A handful of prominent investment funds have made key changes to their in-house legal teams in January, with the start of a new year a perennially popular time for promotions and new hires.
Point72 Asset Management LP, the alternative investment firm controlled by billionaire New York Mets owner Steve Cohen, saw its deputy general counsel Jason Colombo this month take on the title of general counsel. Colombo will continue to report to Vincent Tortorella, a former federal prosecutor who initially was named chief surveillance officer a decade ago for Cohen’s Stamford, Conn.-based firm, formerly known as SAC Capital Advisors LLC.
Tortorella is general counsel and chief compliance officer for Point72, having taken on its top legal leadership post in early 2020. Colombo, a former Schulte Roth & Zabel associate, will continue overseeing legal matters for Point72’s core hedge fund business, the firm said. He joined Point72 in 2016 after spending four years at the Goldman Sachs Group Inc.
Bloomberg News reported last year on Point72 expanding its operations and teams, a move that has led the firm to make some additions to bolster its in-house legal expertise.
Point72 recently elevated Adam Jablon to deputy general counsel, Gabrielle Sherwood to compliance officer and counsel, and Cody Friesz to associate general counsel, while hiring Shard Capital Ltd. legal counsel Oliver Knight in London this month as a regional assistant general counsel. Point72 received UK regulatory approval to operate in the country last year.
At least four other lawyers also joined Point72 last year, including former Citadel LLC deputy general counsel Harry Greenbaum, who took a similar Stamford-based position in November. Stephen Canna, a longtime deputy general counsel for tax at Point72, has spent the past three years as chief financial officer and treasurer of the Mets, a baseball team Cohen paid $2.4 billion to buy in 2020.
Cohen tapped several Point72 employees to serve double duty for the firm and the Mets after he acquired the team. The Mets have gradually moved to build out their own operation under Cohen’s stewardship, recruiting a new chief legal officer from the Texas Rangers in 2022.
Apollo
Elsewhere in the funds space, Apollo Global Management Inc. underwent a changing of its legal guard as of Jan. 1 when longtime chief legal officer John Suydam transitioned into a senior advisory and partner role at the New York-based private equity firm.

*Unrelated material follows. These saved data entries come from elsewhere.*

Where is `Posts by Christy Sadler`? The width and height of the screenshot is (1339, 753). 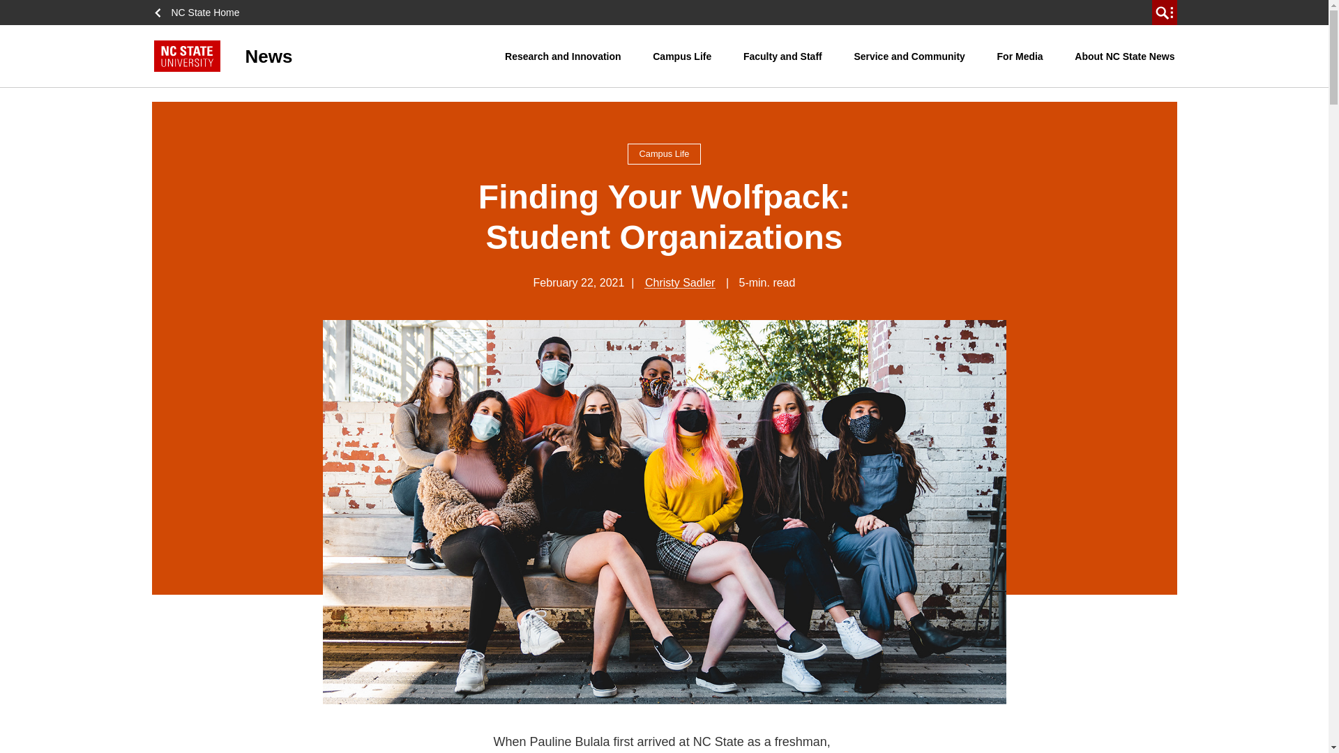 Posts by Christy Sadler is located at coordinates (680, 283).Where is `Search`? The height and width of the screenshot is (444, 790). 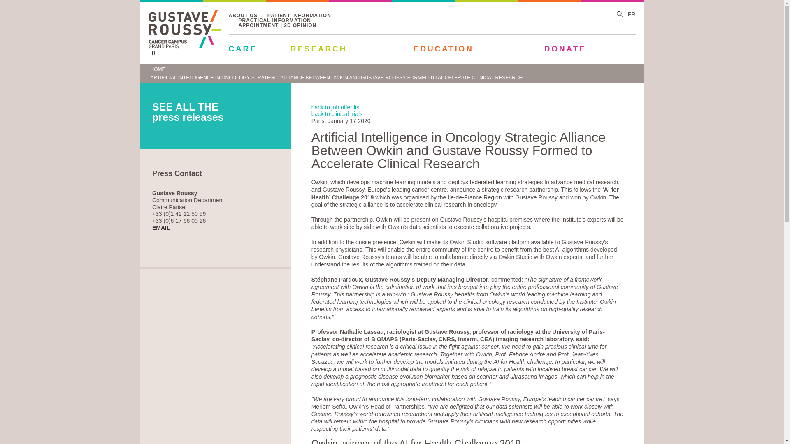
Search is located at coordinates (620, 15).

Apollo disclosed in a securities filing last month that Suydam will receive $1 million in base salary in his new role.
Apollo gave Suydam a roughly $8.4 million pay package during 2022. Whitney Chatterjee, a former Sullivan & Cromwell partner hired last year as general counsel for Apollo’s asset management and retirement services businesses, took over this month from Suydam. Christian Weideman, Apollo’s former general counsel, earned nearly $5.8 million in that role last year. Weideman has since left Apollo to replace the retired Scott Hoffman in the top legal job at Lazard Ltd.
CVC Capital Partners
CVC Capital Partners Ltd., a London-based private equity firm, announced this month its hire of Allen & Overy senior litigation and restructuring partner Brechje van der Velden to be its legal chief as of March 1, 2024. She succeeds CVC’s former global general counsel Lauren Livingston, who stepped down this month to start her own leadership advisory and coaching business.
CVC, which last year postponed a planned initial public offering in Amsterdam, gets its new top lawyer from Allen & Overy as the latter is poised to combine next month with Shearman & Sterling and create transatlantic legal giant A&O Shearman. Allen & Overy’s van der Velden has been head of the law firm’s Netherlands office and a member of its global executive committee.
Pimco
Pacific Investment Management Co. LLC tapped managing director and general counsel for global regulatory and litigation Sung-Hee Suh to become global general counsel for the Newport Beach, Calif.-based bond giant as of Jan. 1. Suh succeeds Pimco’s longtime legal chief David Flattum, who is retiring but will remain a consultant to the firm through the end of this year.